Mumbai, Nov 10 (IANS): With uncertainty looming over the extradition of fugitive diamantaire Nirav Modi and his brother Neeshal Modi, a special court has allowed the CBI to separate their trial from two others accused in the multi-crore rupees Punjab National Bank scam.
While Nirav is facing extradition proceedings in the UK, Neeshal is a Belgium citizen.
Two others accused in the same case, an authorised signatory of Modi’s firms, Hemant Bhatt, 71, and former PNB Deputy Manager Gokulnath Shetty, 66, have remained in CBI custody for over five years, since the scam erupted in January 2018.
In October, the CBI Special Public Prosecutor A. Limosin had submitted a plea before the Special CBI Court Judge S.M. Menjoge, saying that after completing the probe, a charge sheet was filed against 25 people before the court on May 14, 2018, and later named 30 accused in its supplementary charge sheet.
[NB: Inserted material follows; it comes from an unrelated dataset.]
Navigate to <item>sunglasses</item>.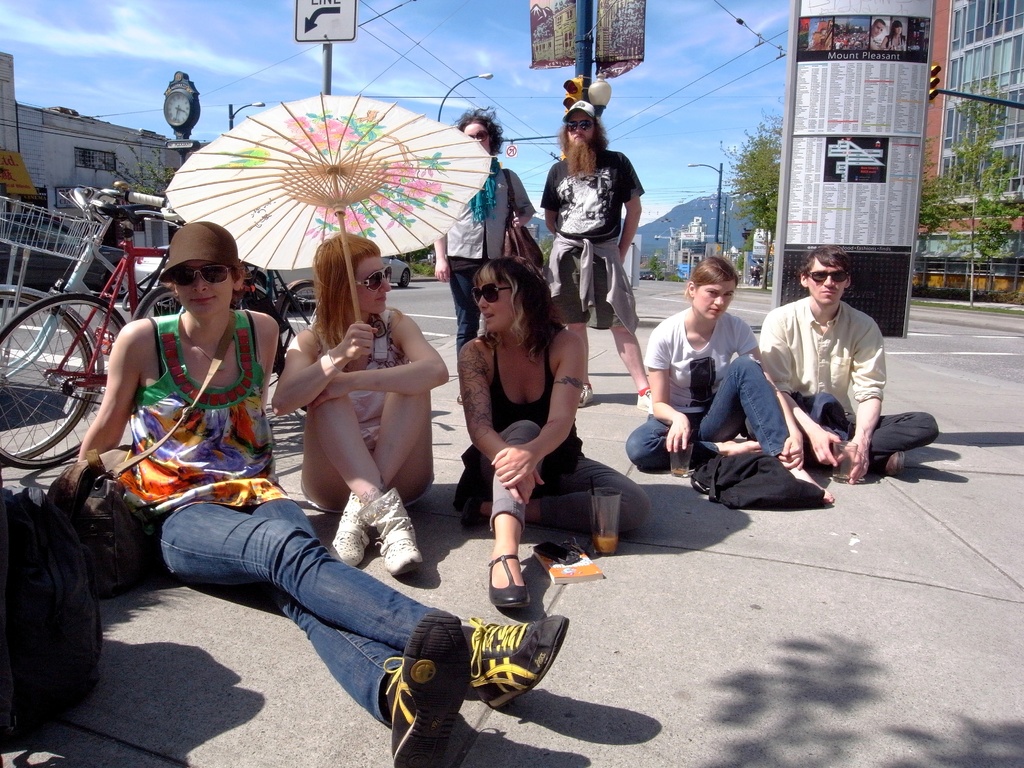
Navigation target: <bbox>166, 262, 236, 289</bbox>.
However, the Modi siblings Nirav and Neeshal were unavailable during the entire probe, so the Special Court had issued non-bailable warrants of arrest against them after 10 days, which remain unserved as the two wanted accused are abroad.
The plea said that though Nirav’s extradition process is on withuncertainty on how long itcould take, there were little prospects of Neeshal’s immediate return as he is a citizen of Belgium, and sought to separate the Modi brothers’ trial from the other two.
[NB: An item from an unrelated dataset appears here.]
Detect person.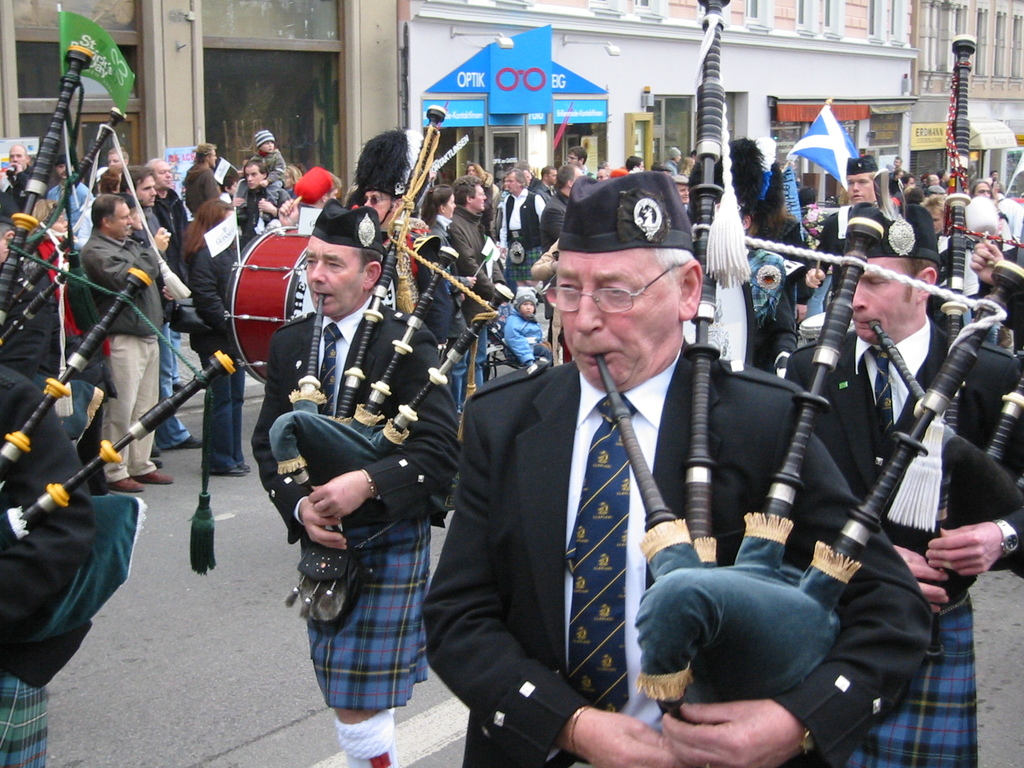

Observing that “speedy trial is the right of any accused and they cannot keep languishing in jail without trial,” the Special Judge Menjoge has permitted the CBI to try the duo of Shetty and Bhatt separately.
The Modi brothers, along with others, including their family members and bank officials are accused in the sensational PNB fraud of over Rs 14,000-crore that hit the banking industry in January 2018.
Efforts by the CBI and other agencies to nab them proved futile as they already fled the country days before the PNB admitted to the scam, and later the Enforcement Directorate also entered the probe.
Declared a fugitive economic offender in December 2019, Nirav Modi also faces money-laundering charges and several of his properties-assets were seized and some of them sold off to recover a small portion of the huge dues to the banks.